I sporadically use Akka.NET in my projects, so I know the technology, can do stuff with it, but do not consider myself an expert.

Although I use .NET, the question can certainly be answered by someone familiar with Akka on the JVM.

Recently, I came across a DeathPactException while looking at an application's log file. The cause was an actor (actor A1) that watched another actor (A2), which it had started itself. A1, however, did not handle the Terminated message sent by A2. Which was caused by A2 actually stopping itself after performing its task. Thanks to a reasonably-defined supervisor hierarchy etc. the system itself worked just fine: A1 was simply restarted by its supervisor immediately.

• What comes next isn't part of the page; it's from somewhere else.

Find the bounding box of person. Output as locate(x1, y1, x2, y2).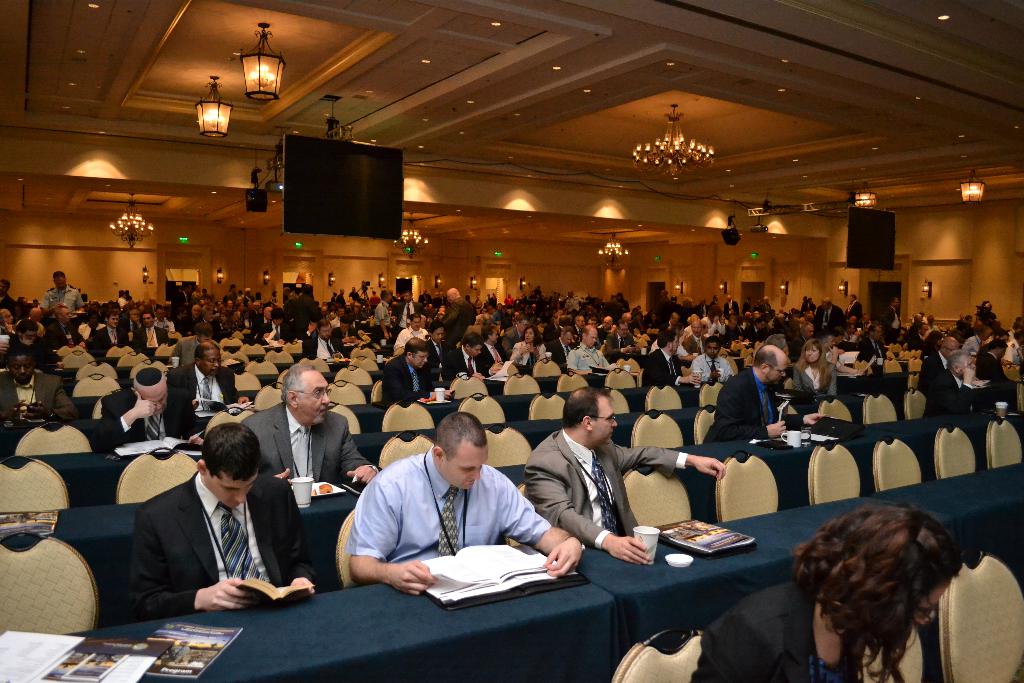
locate(640, 330, 699, 386).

Is there actually any scenario where an actor would .Watch() another actor and then ignore the Terminated message? Or is the infamous DeathPactException basically always a bug in application code, similar to a NullReferenceException/NullPointerException?


Solution

  • A DeathPactException does not necessarily indicate a programming error.

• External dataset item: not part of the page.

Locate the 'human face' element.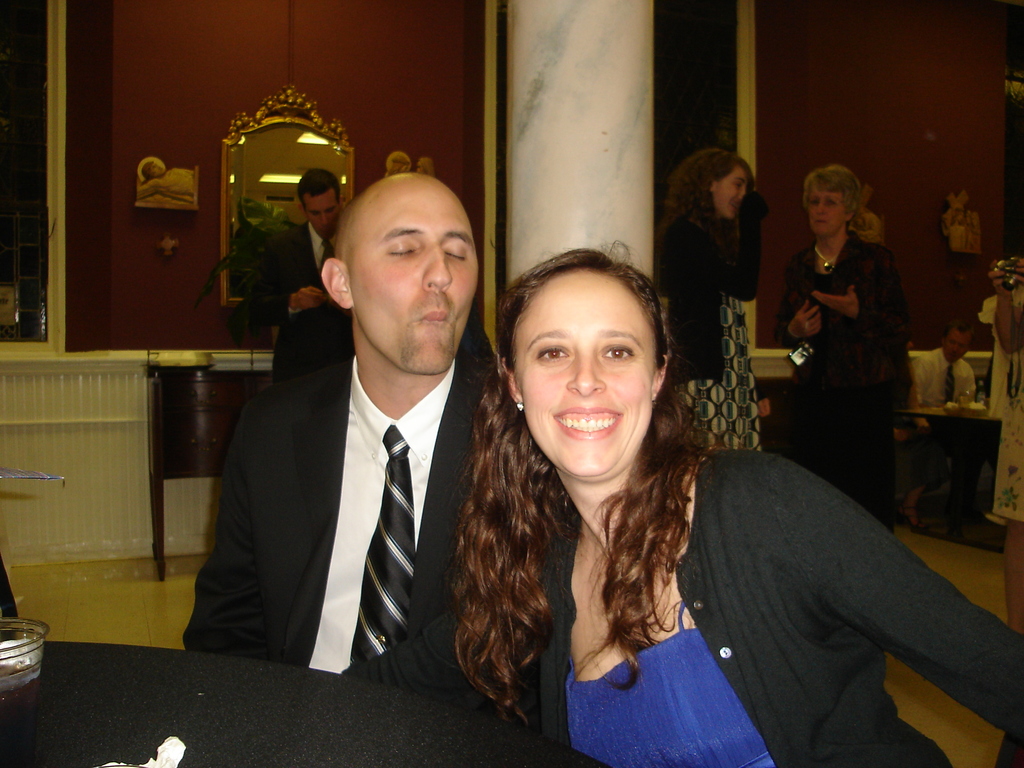
Element bbox: 943/331/969/364.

    Deliberately not handling a Terminated message is a way to stop all of an actor's children when any one of that actor's children stops normally. The sequence of events is the following:

    1. Actor parent watches all of its children, c1, c2, and c3, but does not handle the Terminated message.
    2. Child c2 stops normally.
    3. parent throws a DeathPactException, which causes parent to restart (this is the default supervisor strategy, which can be overridden in parent's supervisor/parent).
    4. parent's preRestart hook is called, which by default stops all of parent's children.

    Choosing not to handle a Terminated message is effectively a means to enact an all-for-one stopping strategy for non-exceptional (i.e., not in response to a failure) cases.